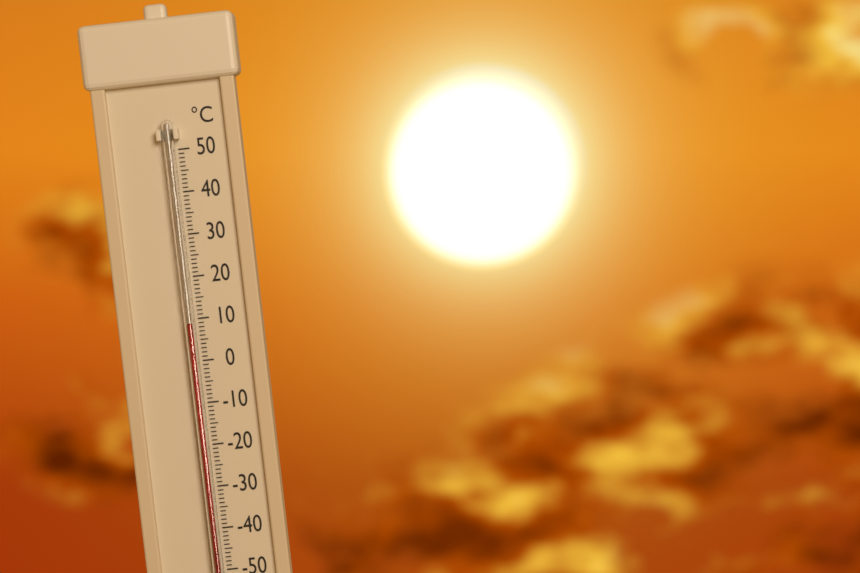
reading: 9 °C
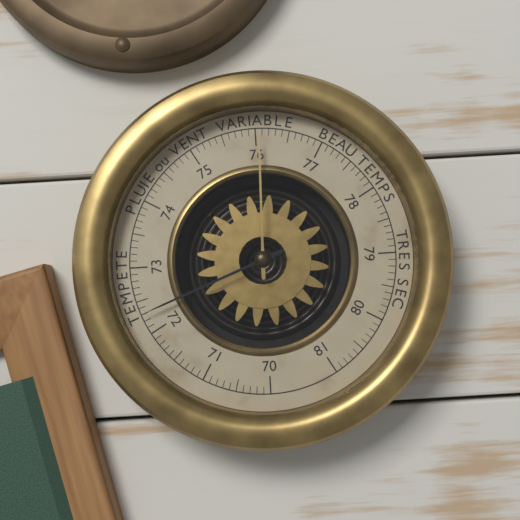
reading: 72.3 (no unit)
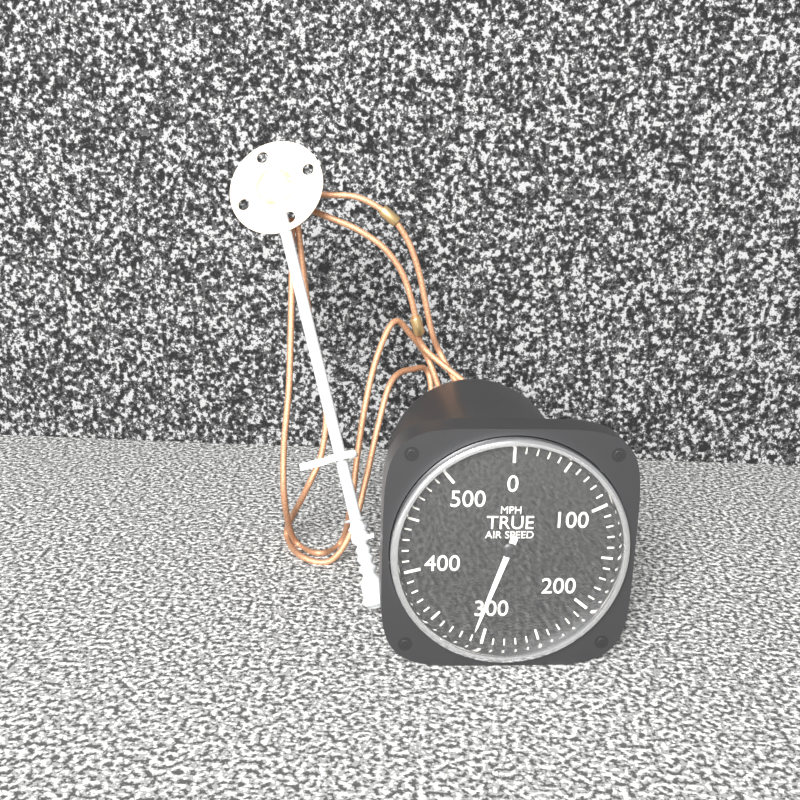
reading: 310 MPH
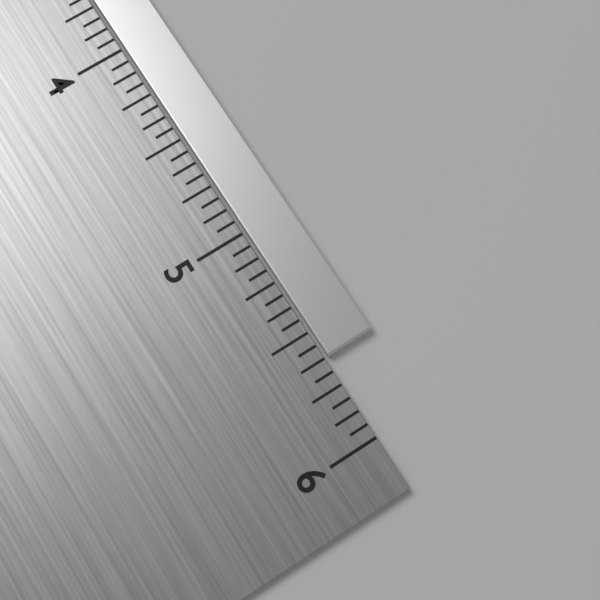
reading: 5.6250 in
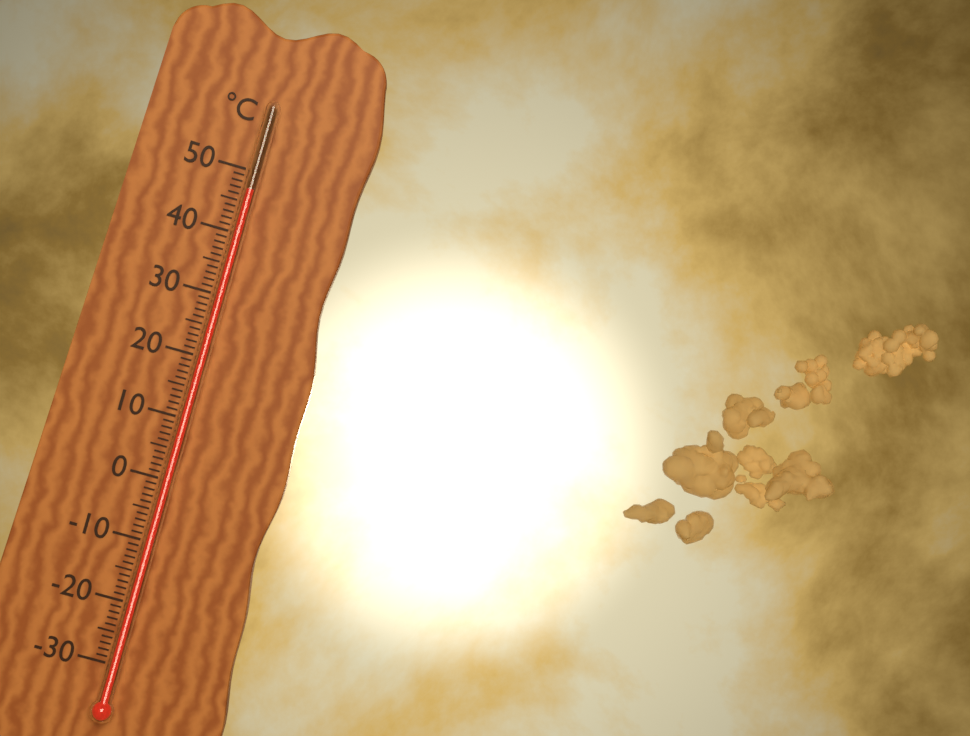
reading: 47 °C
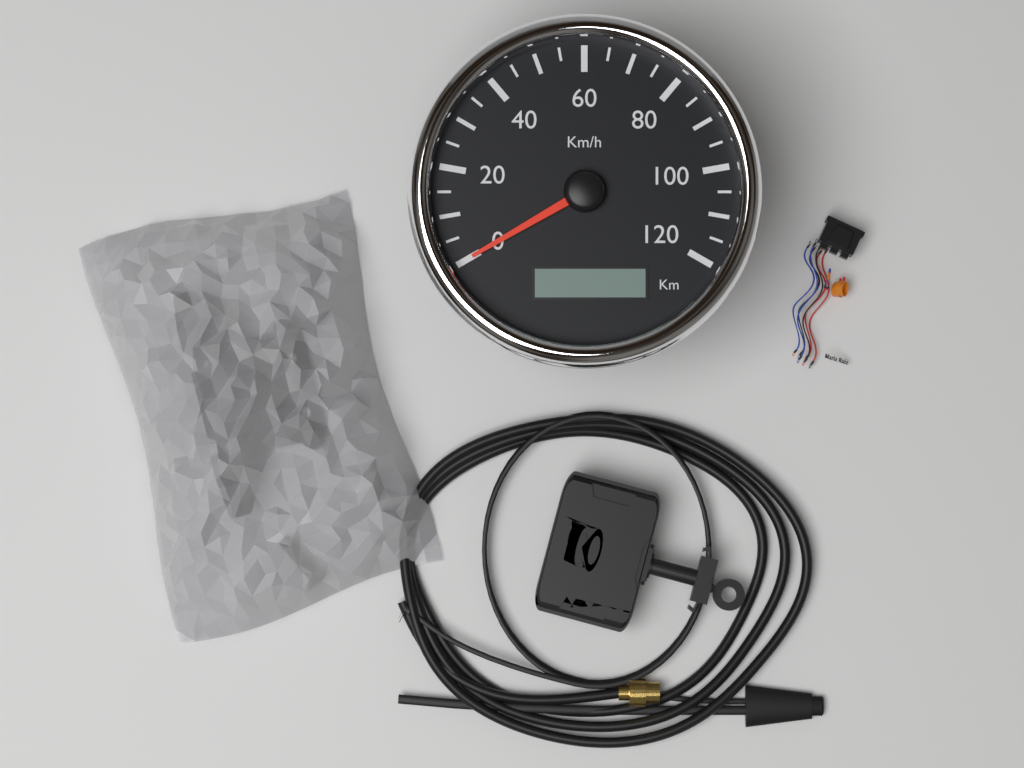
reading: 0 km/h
━━━━
◆ Work instruction
If a record holds a picture, leave that picture out; retype everything else exactly.

◆ Task solution
reading: 9 °C
reading: 72.3 (no unit)
reading: 310 MPH
reading: 5.6250 in
reading: 47 °C
reading: 0 km/h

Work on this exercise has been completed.